The Democratic machine did its job: Doug Scott received only 835 fewer votes than he did in 2001—a loss of 5.75 percent, which meant that he actually captured a larger percentage of those who did vote. The big surprise, however, was that the election turned out not to be a three-person race at all. While Cardenas Cudia never had a chance of winning, or even of placing second, she scraped together only about 500 more votes than Doug Scott lost. With turnout down by about 5,200 votes, Morrissey picked up the rest of the difference, vaulting ahead of Doug Scott by 4,613 votes. The mayor’s office in the second-largest city in Illinois had gone to a 36-year-old independent.

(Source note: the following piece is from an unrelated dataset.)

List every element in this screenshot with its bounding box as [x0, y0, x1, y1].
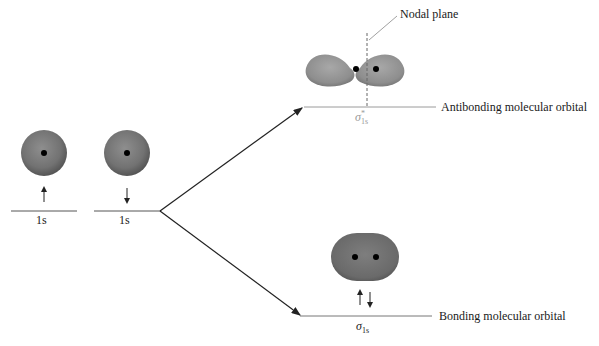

I did get something right: “When the votes are counted on April 5,” I had written, “the Republican Party will likely become the third party in Rockford.” In fact, that’s an understatement: It’s become more of a footnote than a party. In their act of self-immolation, however, the Republicans helped accomplish something that they had been unable to do themselves: bring to an end the long night of Democratic rule in Rockford.